The National Park Service announced last week that Dawn Mountain in Yellowstone National Park will be renamed First Peoples Mountain.
The agency said Thursday that the change was taken to remove an “insulting name” from America’s first national park.
The US Geographical Names Council voted unanimously, 15-0, reaffirming the decision.
Mount Wyoming is located 10,551 feet east of Yellowstone Lake.
The mountain was previously named after the explorer Gustav Doan.
Born in Illinois in 1840, Dawn grew up in California and attended the Pacific University of Santa Clara before enrolling in the California Hundred, a federal volunteer unit absorbed by the Massachusetts Second Volunteer Cavalry.
After becoming a sergeant until 1864, he resigned to accept a commission as a lieutenant in the First Regiment, a Mississippi Marine brigade, according to Montana State University.
After the Civil War, Dawn was appointed mayor of Yazu City Mississippi in 1867.

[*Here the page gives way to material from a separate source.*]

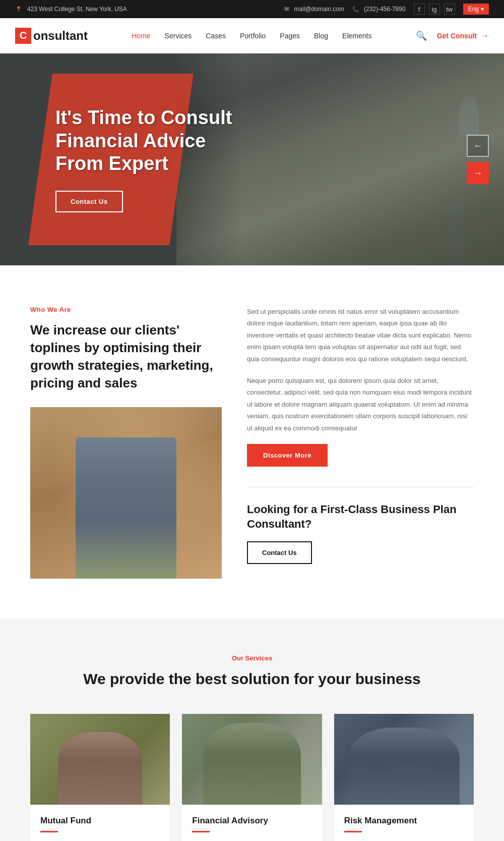  What do you see at coordinates (49, 831) in the screenshot?
I see `service-card-1-underline` at bounding box center [49, 831].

A year later, he applied to the Army Commission and was appointed second lieutenant in the Second American Cavalry.
For the next 24 years, Dawn served in a regiment, reaching the rank of captain in 1884.
During his post-war career, he was stationed at border posts in Montana, California and Arizona.
He fought in the Sioux War of 1876, the Nez Pierce War of 1877, and the Apache Campaign of 1886.
Dawn also led the first official survey of present-day Yellowstone National Park, the Langford-Washburn Expedition of 1870.
Towards the end of his life, Dawn unsuccessfully tried to gain control of Yellowstone National Park and influence the army’s widespread acceptance of his invention, the Dawn Century Tent.
He died on May 5, 1892.
The National Park Service said that in 1870, Dawn led an attack on the Pigan Blackfoot group in response to the alleged murder of a white trader.
“At least 173 American Indians were killed during what is now known as the Marias massacre, including many women, elderly members of the tribe and children suffering from smallpox. Dawn wrote with love about this attack and bragged about it for the rest of his life, “the agency writes.
The name was forwarded to the Board of Geographical Names in June 2022 based on recommendations from the Rocky Mountain Tribal Council.
Yellowstone National Park has approached all 27 connected tribes in recent months and has received no opposition or concerns about the change.
The name change will be reflected in the Geographical Names Information System (GNIS) in the coming days.
The park said it could consider further changes to other “humiliating or inappropriate names in the future”.